It’s Exam Time: Impeachment is the Subject
I love being a professor. I teach one class every fall and it is the highlight of my year. I get 18 to 25 students who I can introduce to my passion for history, energize their critical thinking, stretch their minds and their imaginations, and hopefully inspire them to keep asking questions and looking to history for examples that are relevant to them—no matter what they do in the rest of their lives.
But occasionally, you get a student who just doesn’t want to do the work. They don’t read, and they don’t study, but they show up in your office an hour before the final and begin asking you what they should know about the League of Nations or the causes of World War II for the exam. I always try to be as helpful as I can be, within reason, but the truth is I’ve already told every student what they need to know about those things: it was in my lectures and in the readings I assigned. The rest is up to them.
As I watched Robert Mueller testify to Congress, he struck me as the wise, old professor who won’t give you the answers on the exam, because he expects that you have done the reading.
Back in April, after we actually could read the Mueller report, these four things were clear:
- Russia attacked the U.S. political system in 2016.
- Trump’s team knew and hoped to benefit from it, coordinated messaging with what was coming out of Wikileaks, and told no one of their contacts with Russians.
- Obstruction of justice by a sitting president—of which there are multiple cases with substantial evidence documented in the report—has only a constitutional remedy while he is in office: impeachment.
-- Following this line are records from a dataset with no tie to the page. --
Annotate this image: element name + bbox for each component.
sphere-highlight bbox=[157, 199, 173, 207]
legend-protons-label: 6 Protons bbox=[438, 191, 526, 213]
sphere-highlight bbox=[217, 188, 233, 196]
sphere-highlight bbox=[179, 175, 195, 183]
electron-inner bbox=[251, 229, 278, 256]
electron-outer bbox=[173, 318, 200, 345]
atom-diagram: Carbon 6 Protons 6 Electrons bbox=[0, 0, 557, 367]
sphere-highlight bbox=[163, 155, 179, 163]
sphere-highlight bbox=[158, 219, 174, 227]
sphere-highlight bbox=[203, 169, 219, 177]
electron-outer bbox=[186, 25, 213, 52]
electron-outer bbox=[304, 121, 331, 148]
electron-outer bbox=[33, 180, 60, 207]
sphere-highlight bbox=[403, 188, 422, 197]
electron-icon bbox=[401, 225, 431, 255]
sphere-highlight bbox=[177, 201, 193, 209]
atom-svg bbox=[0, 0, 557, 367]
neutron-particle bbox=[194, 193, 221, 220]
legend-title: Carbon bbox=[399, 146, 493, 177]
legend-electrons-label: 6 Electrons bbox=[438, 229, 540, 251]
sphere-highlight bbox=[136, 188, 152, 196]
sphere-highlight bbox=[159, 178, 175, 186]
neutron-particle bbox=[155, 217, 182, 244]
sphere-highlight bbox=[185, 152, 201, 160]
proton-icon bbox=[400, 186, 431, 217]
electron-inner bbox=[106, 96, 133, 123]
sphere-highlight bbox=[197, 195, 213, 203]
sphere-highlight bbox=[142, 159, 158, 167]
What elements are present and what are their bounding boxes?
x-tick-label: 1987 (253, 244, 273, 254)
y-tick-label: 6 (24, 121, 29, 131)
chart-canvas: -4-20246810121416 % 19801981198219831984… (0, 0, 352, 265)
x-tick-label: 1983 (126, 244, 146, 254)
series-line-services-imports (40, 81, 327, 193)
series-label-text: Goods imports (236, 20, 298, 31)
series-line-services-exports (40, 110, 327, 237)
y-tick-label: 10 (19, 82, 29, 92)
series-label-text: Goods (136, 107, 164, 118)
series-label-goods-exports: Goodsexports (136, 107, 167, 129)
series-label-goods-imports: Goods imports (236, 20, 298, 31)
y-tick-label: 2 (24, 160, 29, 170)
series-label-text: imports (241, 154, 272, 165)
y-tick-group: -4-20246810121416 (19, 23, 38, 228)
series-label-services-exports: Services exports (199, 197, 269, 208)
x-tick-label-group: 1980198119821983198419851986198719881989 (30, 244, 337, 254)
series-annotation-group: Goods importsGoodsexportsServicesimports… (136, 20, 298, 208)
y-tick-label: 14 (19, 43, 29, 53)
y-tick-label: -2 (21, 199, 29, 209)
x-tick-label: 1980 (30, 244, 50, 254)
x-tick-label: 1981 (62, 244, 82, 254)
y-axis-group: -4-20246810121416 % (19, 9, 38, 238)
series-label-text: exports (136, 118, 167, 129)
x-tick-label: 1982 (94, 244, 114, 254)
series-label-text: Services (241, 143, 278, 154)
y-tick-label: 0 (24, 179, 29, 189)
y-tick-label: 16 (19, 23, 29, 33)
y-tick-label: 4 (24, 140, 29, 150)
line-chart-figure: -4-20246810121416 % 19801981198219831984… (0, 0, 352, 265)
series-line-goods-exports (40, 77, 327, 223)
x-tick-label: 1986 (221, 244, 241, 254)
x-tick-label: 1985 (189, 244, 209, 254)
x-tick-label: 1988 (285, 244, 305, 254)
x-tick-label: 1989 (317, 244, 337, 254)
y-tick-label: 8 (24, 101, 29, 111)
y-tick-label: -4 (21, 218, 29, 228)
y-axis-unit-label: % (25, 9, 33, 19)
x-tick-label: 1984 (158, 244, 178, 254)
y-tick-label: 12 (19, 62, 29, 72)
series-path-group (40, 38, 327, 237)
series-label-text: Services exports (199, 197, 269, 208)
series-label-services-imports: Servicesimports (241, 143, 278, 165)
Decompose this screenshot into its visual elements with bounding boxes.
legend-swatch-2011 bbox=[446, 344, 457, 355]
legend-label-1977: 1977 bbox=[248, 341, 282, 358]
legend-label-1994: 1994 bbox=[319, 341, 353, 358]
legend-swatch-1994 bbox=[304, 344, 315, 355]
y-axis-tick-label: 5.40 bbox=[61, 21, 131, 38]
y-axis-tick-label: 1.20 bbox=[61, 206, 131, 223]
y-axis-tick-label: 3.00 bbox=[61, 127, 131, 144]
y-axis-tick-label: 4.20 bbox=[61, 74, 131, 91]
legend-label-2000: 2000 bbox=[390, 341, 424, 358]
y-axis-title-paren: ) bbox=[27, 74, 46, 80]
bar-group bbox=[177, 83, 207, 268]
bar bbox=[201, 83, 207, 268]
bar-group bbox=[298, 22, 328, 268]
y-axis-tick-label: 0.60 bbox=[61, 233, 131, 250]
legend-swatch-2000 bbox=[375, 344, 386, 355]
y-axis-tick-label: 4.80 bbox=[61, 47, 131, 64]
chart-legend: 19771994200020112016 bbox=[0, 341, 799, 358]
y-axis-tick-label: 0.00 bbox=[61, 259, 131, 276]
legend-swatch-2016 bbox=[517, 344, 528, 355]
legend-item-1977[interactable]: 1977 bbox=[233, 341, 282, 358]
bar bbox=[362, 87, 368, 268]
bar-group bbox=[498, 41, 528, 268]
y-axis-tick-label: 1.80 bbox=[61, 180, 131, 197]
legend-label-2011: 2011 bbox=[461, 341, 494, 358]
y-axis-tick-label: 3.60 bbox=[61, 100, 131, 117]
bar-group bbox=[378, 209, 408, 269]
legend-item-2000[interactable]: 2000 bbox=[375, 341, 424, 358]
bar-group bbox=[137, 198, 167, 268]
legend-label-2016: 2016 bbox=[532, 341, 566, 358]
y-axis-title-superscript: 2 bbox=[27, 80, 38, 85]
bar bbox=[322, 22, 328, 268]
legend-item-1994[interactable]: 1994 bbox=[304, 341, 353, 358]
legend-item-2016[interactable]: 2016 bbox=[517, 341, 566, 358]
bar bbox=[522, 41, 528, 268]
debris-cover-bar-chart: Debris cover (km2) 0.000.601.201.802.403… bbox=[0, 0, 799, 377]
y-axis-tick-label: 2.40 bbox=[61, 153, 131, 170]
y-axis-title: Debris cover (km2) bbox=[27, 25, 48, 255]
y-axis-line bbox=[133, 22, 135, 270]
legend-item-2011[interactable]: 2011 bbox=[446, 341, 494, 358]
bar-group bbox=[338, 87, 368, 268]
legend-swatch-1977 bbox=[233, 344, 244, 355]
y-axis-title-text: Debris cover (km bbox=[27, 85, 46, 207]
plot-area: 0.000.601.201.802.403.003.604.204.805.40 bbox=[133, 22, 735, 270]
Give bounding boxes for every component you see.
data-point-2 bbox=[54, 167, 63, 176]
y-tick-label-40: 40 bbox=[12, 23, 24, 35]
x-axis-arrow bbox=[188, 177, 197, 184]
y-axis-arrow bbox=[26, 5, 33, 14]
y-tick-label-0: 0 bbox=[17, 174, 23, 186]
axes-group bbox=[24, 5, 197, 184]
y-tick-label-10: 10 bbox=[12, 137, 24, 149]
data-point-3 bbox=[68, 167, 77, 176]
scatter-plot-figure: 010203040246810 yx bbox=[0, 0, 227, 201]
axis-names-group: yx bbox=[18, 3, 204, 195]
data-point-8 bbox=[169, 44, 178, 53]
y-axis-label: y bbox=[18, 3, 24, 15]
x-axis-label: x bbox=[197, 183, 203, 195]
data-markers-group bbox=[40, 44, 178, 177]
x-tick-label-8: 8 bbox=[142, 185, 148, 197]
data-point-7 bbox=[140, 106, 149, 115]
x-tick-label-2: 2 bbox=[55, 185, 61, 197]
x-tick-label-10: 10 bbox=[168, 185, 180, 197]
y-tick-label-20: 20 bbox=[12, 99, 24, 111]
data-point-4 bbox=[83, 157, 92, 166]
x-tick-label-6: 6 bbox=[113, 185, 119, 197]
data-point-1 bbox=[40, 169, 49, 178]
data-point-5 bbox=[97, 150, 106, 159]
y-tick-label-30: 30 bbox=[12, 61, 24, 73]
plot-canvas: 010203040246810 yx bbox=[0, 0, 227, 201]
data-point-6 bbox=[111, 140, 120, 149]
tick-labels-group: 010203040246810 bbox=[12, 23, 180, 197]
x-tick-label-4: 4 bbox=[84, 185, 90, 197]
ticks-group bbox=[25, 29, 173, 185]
- Barr’s four page summary letter of the Mueller report was a master-class in spin.
This—shocking criminality and betrayal of country for personal gain—is all in the Mueller report. It is documented. The evidence is substantial. Listen to what the Republicans did in defending the president: they didn’t argue the facts of the case, they tried to impugn the honor, integrity, and professionalism of Robert Mueller—a Marine war hero who has dedicated his life to public service, and that of his team.
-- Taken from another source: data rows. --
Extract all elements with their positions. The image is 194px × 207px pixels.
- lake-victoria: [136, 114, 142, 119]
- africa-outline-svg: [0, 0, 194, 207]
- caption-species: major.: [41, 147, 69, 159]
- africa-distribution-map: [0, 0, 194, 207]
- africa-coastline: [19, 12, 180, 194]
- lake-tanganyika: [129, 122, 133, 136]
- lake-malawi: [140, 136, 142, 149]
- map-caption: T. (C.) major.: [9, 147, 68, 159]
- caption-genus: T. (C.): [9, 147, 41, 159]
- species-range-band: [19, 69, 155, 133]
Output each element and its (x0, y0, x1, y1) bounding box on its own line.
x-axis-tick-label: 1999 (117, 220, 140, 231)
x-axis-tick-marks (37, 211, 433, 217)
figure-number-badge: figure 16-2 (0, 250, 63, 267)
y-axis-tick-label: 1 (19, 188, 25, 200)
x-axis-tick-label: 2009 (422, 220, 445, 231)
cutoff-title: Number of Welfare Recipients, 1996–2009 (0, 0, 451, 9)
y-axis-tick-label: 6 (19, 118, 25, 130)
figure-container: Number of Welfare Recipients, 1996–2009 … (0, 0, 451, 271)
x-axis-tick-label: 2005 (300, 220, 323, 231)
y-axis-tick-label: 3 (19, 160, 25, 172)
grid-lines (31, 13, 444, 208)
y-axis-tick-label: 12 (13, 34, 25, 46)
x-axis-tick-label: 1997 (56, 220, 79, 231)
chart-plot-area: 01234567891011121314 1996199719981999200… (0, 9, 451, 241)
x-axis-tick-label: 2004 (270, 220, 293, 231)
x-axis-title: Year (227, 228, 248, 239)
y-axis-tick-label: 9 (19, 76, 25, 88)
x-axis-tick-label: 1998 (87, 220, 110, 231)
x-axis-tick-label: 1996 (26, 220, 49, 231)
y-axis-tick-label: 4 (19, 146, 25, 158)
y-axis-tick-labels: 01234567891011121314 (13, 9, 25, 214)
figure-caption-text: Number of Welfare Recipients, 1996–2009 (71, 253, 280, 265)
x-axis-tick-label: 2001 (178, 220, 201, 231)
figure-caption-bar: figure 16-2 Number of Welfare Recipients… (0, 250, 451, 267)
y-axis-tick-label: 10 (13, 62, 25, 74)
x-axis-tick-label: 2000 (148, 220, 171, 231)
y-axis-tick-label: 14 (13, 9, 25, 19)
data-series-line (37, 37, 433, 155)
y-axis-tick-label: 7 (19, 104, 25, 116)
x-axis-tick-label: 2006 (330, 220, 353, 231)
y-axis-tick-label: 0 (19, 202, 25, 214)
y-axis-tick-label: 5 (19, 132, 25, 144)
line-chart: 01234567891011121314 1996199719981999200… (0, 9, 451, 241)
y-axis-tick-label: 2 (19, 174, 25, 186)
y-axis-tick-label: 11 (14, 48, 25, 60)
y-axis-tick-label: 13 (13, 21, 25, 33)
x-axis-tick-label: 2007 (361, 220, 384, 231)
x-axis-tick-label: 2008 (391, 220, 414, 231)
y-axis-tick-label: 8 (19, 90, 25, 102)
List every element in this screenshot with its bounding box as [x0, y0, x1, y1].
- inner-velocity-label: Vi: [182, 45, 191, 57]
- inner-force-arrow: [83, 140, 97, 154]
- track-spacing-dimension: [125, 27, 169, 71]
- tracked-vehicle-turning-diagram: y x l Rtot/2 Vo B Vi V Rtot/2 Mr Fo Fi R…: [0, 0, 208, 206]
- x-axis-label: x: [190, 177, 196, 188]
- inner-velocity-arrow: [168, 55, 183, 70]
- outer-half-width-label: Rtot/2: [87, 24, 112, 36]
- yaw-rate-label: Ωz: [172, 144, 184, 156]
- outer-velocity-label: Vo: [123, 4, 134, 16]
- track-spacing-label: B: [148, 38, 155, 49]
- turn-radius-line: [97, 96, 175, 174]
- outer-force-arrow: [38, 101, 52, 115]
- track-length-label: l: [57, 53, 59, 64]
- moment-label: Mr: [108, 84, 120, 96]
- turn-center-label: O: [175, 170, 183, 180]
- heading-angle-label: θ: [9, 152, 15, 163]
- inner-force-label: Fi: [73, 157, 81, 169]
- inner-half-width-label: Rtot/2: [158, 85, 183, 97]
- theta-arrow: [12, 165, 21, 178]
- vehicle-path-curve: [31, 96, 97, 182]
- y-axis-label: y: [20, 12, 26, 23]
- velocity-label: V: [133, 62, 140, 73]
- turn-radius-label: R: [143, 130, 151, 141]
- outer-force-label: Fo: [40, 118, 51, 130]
The fact that the public discussion of this isn’t one-sided is a testament to party discipline in the GOP and the effectiveness of the information machine run by the Trump camp. In the aftermath of a day of damning testimony, Politico reported that the feeling in the White House was jubilant. The President tweeted, “TRUTH IS A FORCE OF NATURE.” Like Barr’s four page letter—this isn’t the truth, it’s narrative—and it is designed to politically insulate the president from being held to account for his misdeeds as a candidate and as the chief executive of the United States.
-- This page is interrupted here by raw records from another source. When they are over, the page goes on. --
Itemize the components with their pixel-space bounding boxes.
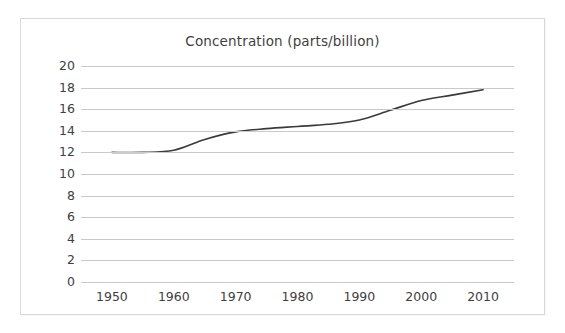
y-tick-label: 14 [33, 125, 75, 138]
y-tick-label: 0 [33, 276, 75, 289]
line-series-concentration [112, 90, 483, 153]
x-tick-label: 1980 [282, 291, 314, 304]
gridline [81, 152, 514, 153]
y-tick-label: 6 [33, 211, 75, 224]
x-tick-label: 1990 [343, 291, 375, 304]
chart-title: Concentration (parts/billion) [21, 33, 544, 49]
y-tick-label: 8 [33, 189, 75, 202]
x-axis: 1950196019701980199020002010 [81, 291, 514, 313]
gridline [81, 174, 514, 175]
gridline [81, 131, 514, 132]
gridline [81, 217, 514, 218]
chart-container: Concentration (parts/billion) 0246810121… [20, 18, 545, 315]
x-tick-label: 2010 [467, 291, 499, 304]
y-tick-label: 16 [33, 103, 75, 116]
y-tick-label: 18 [33, 81, 75, 94]
x-tick-label: 1970 [220, 291, 252, 304]
x-tick-label: 1950 [96, 291, 128, 304]
gridline [81, 88, 514, 89]
y-tick-label: 10 [33, 168, 75, 181]
gridline [81, 109, 514, 110]
y-tick-label: 4 [33, 233, 75, 246]
gridline [81, 239, 514, 240]
gridline [81, 66, 514, 67]
y-tick-label: 20 [33, 60, 75, 73]
x-tick-label: 1960 [158, 291, 190, 304]
gridline [81, 260, 514, 261]
y-tick-label: 2 [33, 254, 75, 267]
gridline [81, 196, 514, 197]
y-axis: 02468101214161820 [33, 66, 75, 282]
x-tick-label: 2000 [405, 291, 437, 304]
gridline [81, 282, 514, 283]
y-tick-label: 12 [33, 146, 75, 159]
plot-area [81, 66, 514, 282]
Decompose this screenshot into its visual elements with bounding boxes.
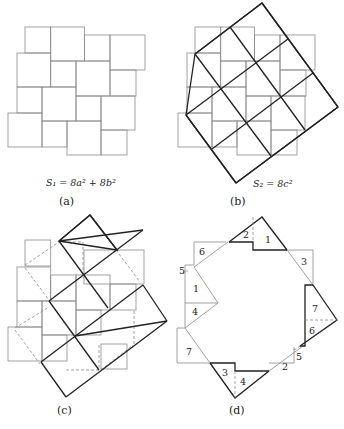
panel-b-caption: (b) <box>230 195 246 208</box>
piece-label-1-top: 1 <box>265 234 271 245</box>
piece-label-5-right: 5 <box>296 351 302 362</box>
piece-label-4-bottom: 4 <box>240 376 246 387</box>
piece-label-3-right: 3 <box>301 256 307 267</box>
panel-b-tiling <box>178 27 315 155</box>
piece-label-4-left: 4 <box>192 306 198 317</box>
panel-c-caption: (c) <box>57 404 72 417</box>
piece-label-5-left: 5 <box>179 265 185 276</box>
panel-a-tiling <box>8 27 145 155</box>
figure-canvas: S₁ = 8a² + 8b² (a) S₂ = 8c² (b) <box>0 0 344 429</box>
panel-c-tiling <box>8 240 144 369</box>
piece-label-2-top: 2 <box>243 229 249 240</box>
piece-label-3-bottom: 3 <box>222 367 228 378</box>
panel-a-caption: (a) <box>59 195 74 208</box>
panel-c-rotated-grid <box>41 215 167 397</box>
panel-d-caption: (d) <box>229 404 245 417</box>
panel-b-rotated-grid <box>186 3 338 183</box>
piece-label-1-left: 1 <box>193 283 199 294</box>
piece-label-6-left: 6 <box>199 246 205 257</box>
piece-label-2-bottom: 2 <box>282 361 288 372</box>
piece-label-7-right: 7 <box>312 303 318 314</box>
piece-label-6-right: 6 <box>309 325 315 336</box>
panel-b-formula: S₂ = 8c² <box>253 178 293 189</box>
panel-c-dashed-lines <box>15 242 140 370</box>
piece-label-7-left: 7 <box>186 346 192 357</box>
panel-a-formula: S₁ = 8a² + 8b² <box>46 177 116 188</box>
The truth of the matter is that the president was likely to claim complete exoneration for anything short of Mueller looking in the camera and saying, “impeach him.” That is the nature of weaponized narrative, and the Trump White House wields that weapon with great discipline and sophistication.
The only option for those who believe in the rule of law and that even the President of the United States is not above the law, is to begin impeachment proceedings. The evidence is stark. It is overwhelming. And it is Congress’ duty—as well as that of every citizen—to follow the evidence wherever it leads us.
Some commentators put their faith in Robert Mueller’s investigation. But our founders created free institutions—and enshrined their power into our Constitution—because free institutions, and not individuals, are the best means to preserve our liberties and our constitutional system.
It’s final exam time. Robert Mueller wasn’t going to tell us any answers in that hearing beyond what he already said in his report. It is time for Speaker Pelosi to show she’s done the homework; read the readings; and is ready for the test. It’s time to begin an impeachment investigation.